Animated Soviet Propaganda 2.
“Shooting the Revolution” Film Series
In the period between 1924 and the launch of Perestroika in 1985, more than 40 animated propaganda films were produced in the Soviet Union. They weren’t for export. Their public was the new nation, and their goal was to win over the hearts and minds of the Soviet masses by feeding them disinformation. The primary target of the animated propaganda films was the United States. It was important to keep the Soviet people—most of whom were locked up in the USSR—believing that they lived in the best country of the world. From the 1930s to the end of the 1970s, Americans were depicted as evil racists, unemployed, exploited workers and warmongers. Harmful and devastating in their effect, these animated propaganda films are artistically as powerful and beautiful as the great Soviet political posters made after the 1917 revolution which inspired Soviet animation.

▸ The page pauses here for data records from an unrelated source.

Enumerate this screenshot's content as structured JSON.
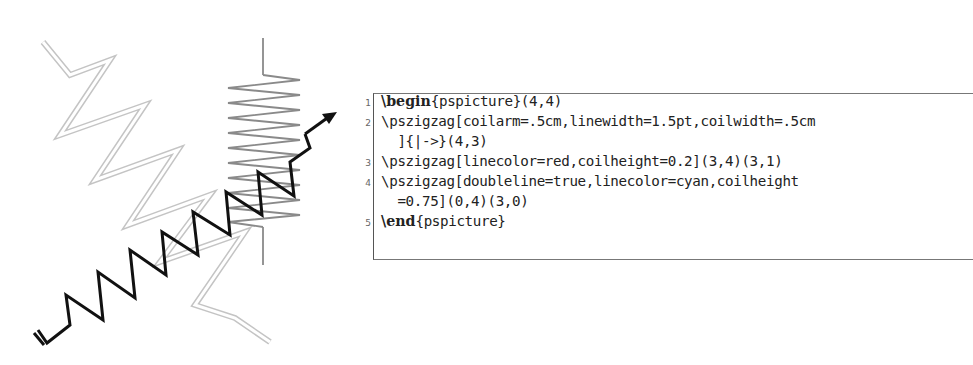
{
  "figure": {
    "double_zigzag": {
      "color": "#c8c8c8",
      "points": "43,42 70,75 110,60 60,135 145,105 95,180 178,150 128,225 210,195 160,262 245,232 195,305 235,318 270,342"
    },
    "vertical_coil": {
      "color": "#8a8a8a",
      "top_stub": "263,38 263,75",
      "bottom_stub": "263,227 263,265",
      "coil_points": "263,75 300,80 228,88 300,95 228,103 300,110 228,118 300,125 228,133 300,140 228,148 300,155 228,163 300,170 228,178 300,185 228,193 300,200 228,208 300,215 228,222 263,227"
    },
    "black_zigzag": {
      "color": "#111111",
      "points": "38,330 47,343 70,325 66,295 103,320 98,272 135,298 130,250 166,275 162,232 198,255 193,212 230,235 226,192 262,215 258,172 294,196 290,162 310,148 305,134",
      "arrow_tip": "335,113"
    }
  },
  "code": {
    "line_numbers": [
      "1",
      "2",
      "",
      "3",
      "4",
      "",
      "5"
    ],
    "lines": [
      {
        "kw": "\\begin",
        "rest": "{pspicture}(4,4)"
      },
      {
        "kw": "",
        "rest": "\\pszigzag[coilarm=.5cm,linewidth=1.5pt,coilwidth=.5cm"
      },
      {
        "kw": "",
        "rest": "  ]{|->}(4,3)"
      },
      {
        "kw": "",
        "rest": "\\pszigzag[linecolor=red,coilheight=0.2](3,4)(3,1)"
      },
      {
        "kw": "",
        "rest": "\\pszigzag[doubleline=true,linecolor=cyan,coilheight"
      },
      {
        "kw": "",
        "rest": "  =0.75](0,4)(3,0)"
      },
      {
        "kw": "\\end",
        "rest": "{pspicture}"
      }
    ]
  }
}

While “Soviet Propaganda Animation 1.” in March 2017 was dedicated to the early works, this session includes a selection of films produced between 1949 and 1979, revealing the incredibly bizarre world of animated Soviet propaganda.
MR WOLF (1949, directors V. Gromov and B. Yefimov, 10 min.)
MISTER TWISTER (1963, director A. Karanovitch, 10 min.)
PROPHETS AND LESSONS (1967, directors V. Kotyonochkin & Boris Yefimov, 9 min.)
LESSONS NOT LEARNED (1971, directors Boris Yefimov & V. Karavayev, 5 min.)
PLUS ELECTRIFICATION (1972, director I. Aksenchuk, 9 min.)
FORWARD MARCH, TIME! (1977, director V. Tarasov, 9 min.)
SHOOTING RANGE (1979, director V. Tarasov, 19 min.)
This screening is the fourth event in the SHOOTING THE REVOLUTION film series that is part of the WHAT’S LEFT program series organized by the Vera and Donald Blinken Open Society Archives, which aims to revisit the complex socialist ideological and visual legacy in the year marked by the centennial of the Bolshevik Revolution.
The screening is introduced by Zsuzsanna Zádori, Senior Audio-Visual Archivist (Blinken OSA)
Free admission.
Limited seats are available on a first come first served basis.
The films will be screened in Russian with English subtitles. The program is in English.
In the framework of the one-year program series “What's Left?”.